Now, I’m not advocating men leaving their wives and children every night to sit and chat with exotic dancers, but it seems to me that women would work to understand a little better why men seem so drawn to such a torturous, expensive place where they pay hard-earned money to get teased and not get off. I mean, if it was all about looking at beautiful women’s bodies, there are far less expensive ways than sitting in a smoke-filled nudey bar with a bunch of horny guys. Obviously, the human interaction must have something to do with it. And most women would be floored to learn how many men go to strip clubs and pay for access to the Couch Room, only to sit and talk with a stripper until his wallet is empty. The numbers are staggering.

The truth is, everyone needs to feel appreciated. Women love to publicly whine about how underappreciated they are but don’t stop to consider that maybe they’re actually fueling the problem with their own man-bashing. Women love to point fingers and make excuses about how “He started it with his [fill in the blank-itude]” and “Well if he didn’t [fill in the blank] then I wouldn’t feel this way.” but the truth is, I’m sure it started a long time before that. In each couple the lack of respect needed to belittle the other started with one person or the other and varies, but the all-encompassing mentality that it’s NEVER okay to talk shit about your wife but ALWAYS okay to do the same about your husband is stagnant in the social consciousness.

Feminism originally was women fighting to be seen as equals; so how in the hell do we expect to achieve that if we won’t treat men like our equals? I mean, even if we were to believe that men really are inferior (which I don’t), shouldn’t we at least be teaching them through example? We’re busy teaching our kids that it’s okay to be different. And men and women are allowed to be different, too; that’s what heterosexuals tend to enjoy most, actually. (And what homosexuals have learned to appreciate as well.) We’re allowed to have different interests and differing opinions and differing sexual fantasies and different habits of cleanliness (… or not. It’s really everyone’s personal prerogative.)

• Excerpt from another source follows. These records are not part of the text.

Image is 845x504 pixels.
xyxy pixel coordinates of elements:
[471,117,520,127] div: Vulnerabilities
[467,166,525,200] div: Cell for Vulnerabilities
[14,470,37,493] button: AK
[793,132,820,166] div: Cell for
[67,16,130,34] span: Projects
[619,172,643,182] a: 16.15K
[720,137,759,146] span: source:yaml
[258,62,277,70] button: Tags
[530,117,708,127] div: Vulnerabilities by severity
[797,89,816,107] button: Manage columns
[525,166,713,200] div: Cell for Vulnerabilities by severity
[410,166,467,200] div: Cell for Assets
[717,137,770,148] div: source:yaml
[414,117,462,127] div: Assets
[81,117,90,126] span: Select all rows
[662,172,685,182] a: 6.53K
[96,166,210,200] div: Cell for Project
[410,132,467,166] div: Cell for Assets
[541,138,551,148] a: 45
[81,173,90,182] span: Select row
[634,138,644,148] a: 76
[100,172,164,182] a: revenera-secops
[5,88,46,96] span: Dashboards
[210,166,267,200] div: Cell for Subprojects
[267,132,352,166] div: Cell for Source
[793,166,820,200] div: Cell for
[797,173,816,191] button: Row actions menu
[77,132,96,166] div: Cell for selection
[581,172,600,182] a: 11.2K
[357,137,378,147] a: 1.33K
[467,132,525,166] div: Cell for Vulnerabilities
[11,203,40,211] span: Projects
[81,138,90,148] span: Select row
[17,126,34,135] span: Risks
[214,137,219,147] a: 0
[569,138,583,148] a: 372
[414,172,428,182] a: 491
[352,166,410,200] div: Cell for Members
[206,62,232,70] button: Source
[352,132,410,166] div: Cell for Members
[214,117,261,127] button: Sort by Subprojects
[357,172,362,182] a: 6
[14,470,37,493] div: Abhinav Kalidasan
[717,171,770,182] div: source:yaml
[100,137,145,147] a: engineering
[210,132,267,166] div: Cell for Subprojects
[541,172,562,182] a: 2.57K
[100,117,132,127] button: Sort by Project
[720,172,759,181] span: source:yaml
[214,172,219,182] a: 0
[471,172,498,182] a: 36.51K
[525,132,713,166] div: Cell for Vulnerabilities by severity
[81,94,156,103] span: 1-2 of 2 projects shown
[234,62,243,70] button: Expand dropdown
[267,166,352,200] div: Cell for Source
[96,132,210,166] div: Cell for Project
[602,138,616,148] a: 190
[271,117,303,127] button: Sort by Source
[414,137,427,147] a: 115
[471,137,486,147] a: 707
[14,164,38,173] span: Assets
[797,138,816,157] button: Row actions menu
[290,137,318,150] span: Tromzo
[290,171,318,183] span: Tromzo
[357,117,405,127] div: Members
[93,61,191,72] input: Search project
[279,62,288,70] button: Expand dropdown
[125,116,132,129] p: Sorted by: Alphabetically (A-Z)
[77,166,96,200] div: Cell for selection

But blanket statements made toward the men of America are just as backward-moving and ignorant as those outdated chauvinist assholes who still make them about women. Period. And speaking ill of one’s male counterpart is just as offensive and intolerable as a man slandering his wife publicly. Period. (Just because men don’t want to start arguments in their defense doesn’t make these things untrue.)

Why do women assume that talking about how stupid or ill-equipped their husbands are makes them look more intelligent or powerful? If anything, a woman bringing out her spouse’s faults makes her look like more of an imbecile for choosing and staying with such an obvious moron in the first place. Additionally, it gives the appearance that she is perfectly happy with stagnation and living with someone she doesn’t respect and appears to despise. How delightful!

It’s far past time to stop these WASPily hateful comments and to start encouraging women to speak well about their husbands/significant others if they want the same in return. Not that a woman can be blamed for her husband running off and having an affair, but it certainly makes a bitchy, emasculatory woman seem like less of a convincing victim when it happens to her.

Mark my words, if I ever become a sex therapist, the first thing I’m going to have every couple do is dress up like a stripper and a strip-club patron and have her pretend to be interested in his every word, maneuver, and cheesy line without so much as a twinge of disgust. If that doesn’t light some fires, I’ll close my practice.